Once your queen bee is at home producing the workforce and there is plenty of plants to procure nectar from, it's time to reap the benefits.

Examining an apiary will present you with information regarding the colony:

  • Resources: goes from 0 to 100, and reflects how much nectar the bees have currently stored.
  • Resources towards a cell: in percentage points, reflects how much of the needed nectar for honeycomb production has been harvested.
  • Resources towards a bee: in percentage points, reflects how much of the needed nectar for a new bee has been harvested. Always half of a honeycomb.
  • Total honeycombs: How many honeycombs are currently in the Apiary. If this line isn't present, there are none.

Bees are half as cheap for an hive to produce than a honeycomb, and though their production is based on chance, it is very likely for a hive to overproduce bees as long as they have room for more. The maximum number of bees a hive can support is half the maximum number of honeycombs. Since each honeycomb frame can support 10 honeycomb clusters, and each apiary can house 3 frames, the maximum number of bees is either 5, 10 or 15, and the maximum number of honeycombs is 10, 20 or 30.
For early honey production, it is advised to put just one frame in the apiary.

To harvest honey, simply remove a honeycomb frame. Each honeycomb cluster provides 5 units of honey once processed in a grinder.

The fruits of our labour

So, what CAN you do with honey?

Mead, a fermented drink from honey produced with universal enzymes. Good alcohol content.
Honeybun, a pastry.
Honey nut bar, a healthy snack made with oats, nut free.
Healing wounds. Eating honey heals you about as quickly as Omnizine, without the risk of an immediate overdose. Keep in mind that you can still go into a diabetic (sugar) coma from eating huge amounts.
Surgery! Honey is the strongest available disinfectant, improving the success rate for surgery steps by 60%. You can splash it on, put it in a spray bottle or make a patch to apply it.

More bees, MORE BEES

Once you have a Queen Bee, you don't need to order more from cargo - you can force them to reproduce by mitosis!
To do so, you need Royal Bee Jelly, made from 40u of honey and 10u of Unstable Mutagen (resulting in 5u). Injecting the queen with at least 5u will make her split into two bees, allowing you to expand your bee empire. You can then build more Apiaries out of wood to house them.

Miracles of biology

What separates Space Bees from normal bees is that they can bio-synthesize any reagent!

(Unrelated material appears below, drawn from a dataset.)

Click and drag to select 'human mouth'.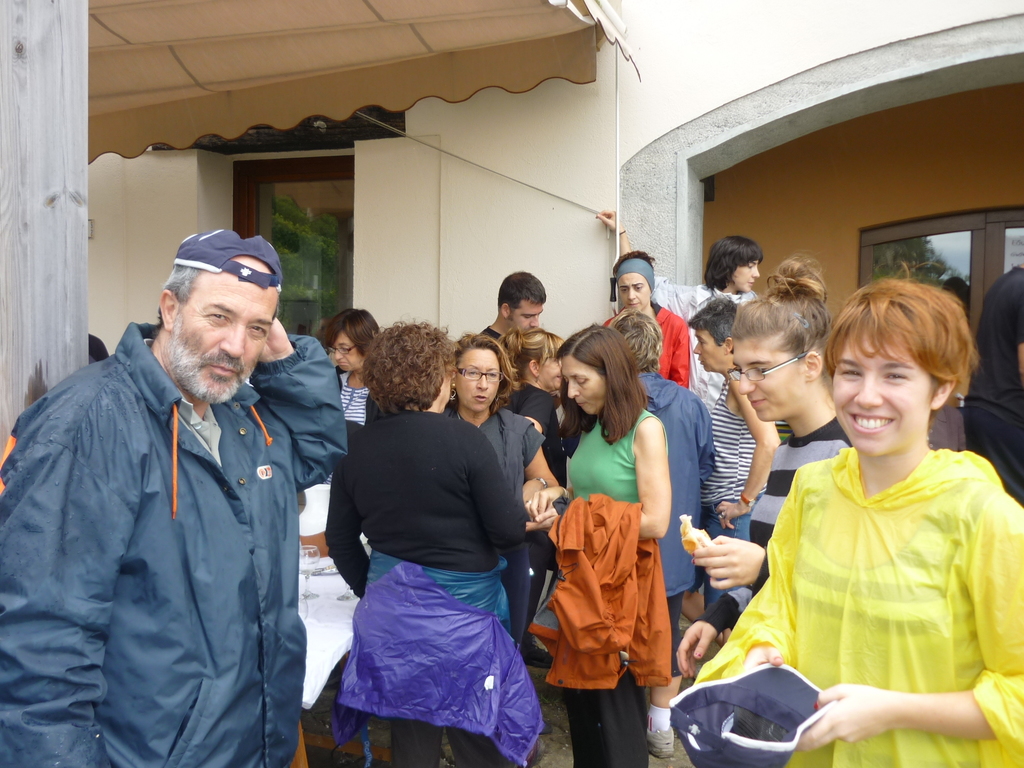
Selection: 469/389/490/405.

By simply injecting a queen bee with 5u of the desired chemical, the queen will transfer the mutation to all its bees; they will then additionally inject a small amount of that chemical when stinging people, and their honeycombs will contain 5u of it on top of the honey.

The exact number is 5u of the mutated chemical with each sting. Regular bees sting with plain old toxin. Keep in mind that most beneficial chemicals have overdose thresholds!